Why do we assume Saddam would have maintained stability, and that a failed state wouldnt have happened anyway? Folks dishing against liberal hawks and neocons for not predicting every rumsfeld screw-up, every Sistanti mistake, every UN decision to runaway (as they did in august 2003)sure do assume THEY knew exactly how history would turn out. dont they.
 
We are currently worried about nukes in Iran and North Korea, and the impression is that it is getting easier to put these things together.
Time passes and what was once advanced physics shows up in an engineering study, thence, eventually, to a technician's manual. See your computer manual.
Time passes and the folks who had the plan but not fissile material get the fissile material and we start to wonder why we ever thought they would/could never get it.
Itinerant nuclear scientists travel or send plans.
In this world, SH's problems in getting nukes would decrease at the same time his program moved forward.
The only question to answer is whether SH would have pursued nukes if he'd not been in jail.
What do you think?

Deniers operate with factors in isolation:
The design recently taken off the web was old. Can't use it and improve it?
He didn't try to get ore in Niger. Except he did, and had some in hand already. And could have gotten it elsewhere.
He doesn't have missiles. Except he did and had programs to make more.
He only had one centrifuge. Can't buy more? Iran did.

Only question is, again: Would he have pursued nukes if he'd had a chance?

If the answer is no, give us some reasons. If the answer is yes, tell us whether he would have succeeded.
 
Davod,
Why is the current situation in Iraq not genocide? If Darfure is, why not the systemic slaughter of Sunnis by Shi'ite death squads? Or the murder of Shi'ite civilians by Sunni car bombs. Iraq is a case of mutual genocide, where the civilian population is a deliberate target of the militias and insurgents.

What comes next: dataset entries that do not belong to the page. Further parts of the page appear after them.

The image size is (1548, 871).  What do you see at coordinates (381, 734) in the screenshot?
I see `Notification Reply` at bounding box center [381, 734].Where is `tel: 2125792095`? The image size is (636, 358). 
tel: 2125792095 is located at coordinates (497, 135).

Saddam committed acts of genocide against the Kurds at Anfal, the Shi'ites in 1991, and the Marsh Arabs in the late 1990s. By genocide, I mean the targeted murder of civilians simply because of their ethnic or religious identity.

Some genocides are obviously more "complete" or "systematic" than others. Every genocide need not be Hitler or Pol Pot in order to qualify. The important point is that the diffuse mass murderers in Iraq are not merely targeting government officials, but rather are trying to murder innocent people simply to eliminate them from the country.

Liberalhawk,
There is no way to know how those counterfactuals would play out. All I know is that in January 2003, Hans Blix reported that the CIA was telling him where the WMD were and Blix kept saying "BS. They aren't there. You don't know what you're talking about." In response, Colin Powell invented a scenario through which Iraq actually moved the weapons moments before the inspectors arrived. It was the last chance to make the case. Within a week, various experts like El Baradei and Blix himself showed that the UN presentation was deeply flawed. It was at that point that I concluded that Iraq either does not have WMD, or at the very least, we have no cause for war based on the sound assumption that he does have them. Simply put, I trusted Blix more than I did Bush.

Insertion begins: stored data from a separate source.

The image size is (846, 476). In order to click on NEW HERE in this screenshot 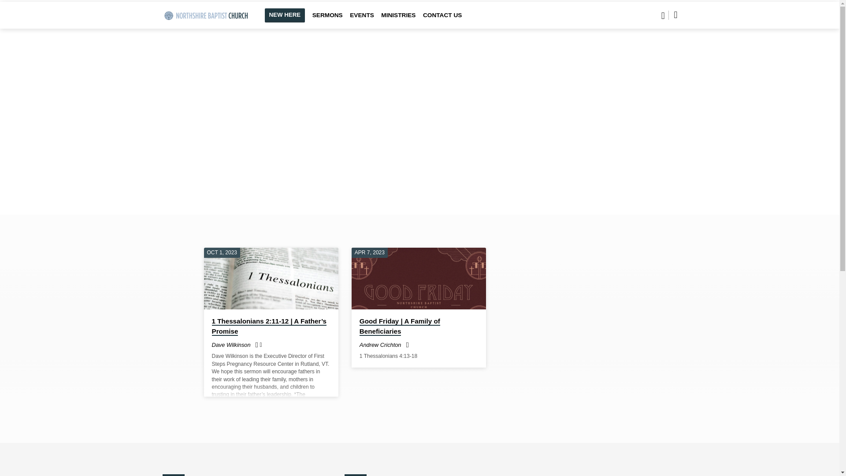, I will do `click(284, 15)`. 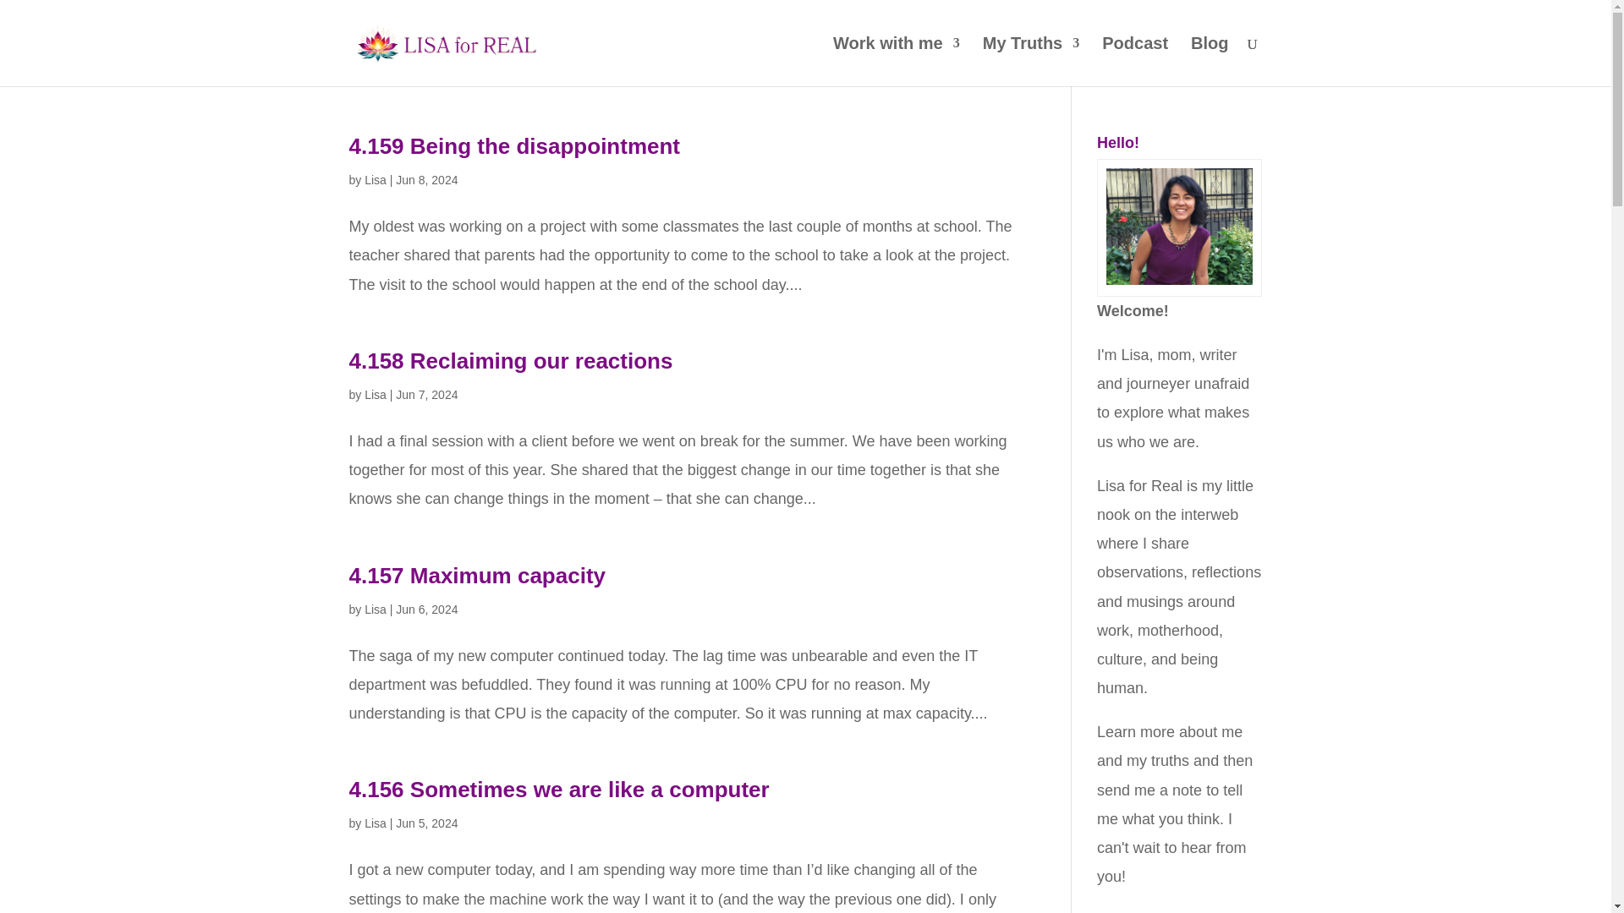 What do you see at coordinates (375, 608) in the screenshot?
I see `Posts by Lisa` at bounding box center [375, 608].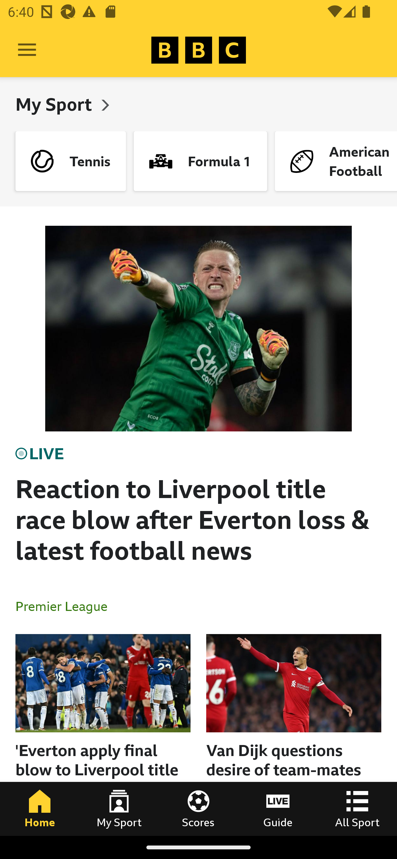 This screenshot has width=397, height=859. I want to click on Guide, so click(277, 809).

Saddam was a vicious and despicable thug. He murdered 300,000 people just so he could stay in power. He invaded two foreign countries and led to millions more deaths. And the sanctions used to contain him in the 1990s brought untold horrors on Iraqi children. That last point was always - and still is - the best case for war. Sanctions worked: Saddam wanted a WMD program but couldn't get one because the US and UK wouldn't let him have one. The result of sanctions was the total breakdown of the health system of the country - Saddam, of course, redirected oil-for-food money to his own pocket, but we all knew he'd do that.

The case for war was always weak, but it could have been salvaged by a successful execution. And when Rumsfeld scoffed at the looting, I knew that he never took seriously the post-war plans for political transition.

My point is that there was plenty of evidence of dishonesty and incompetence in the early days of the war to justify suspicion of the whole project.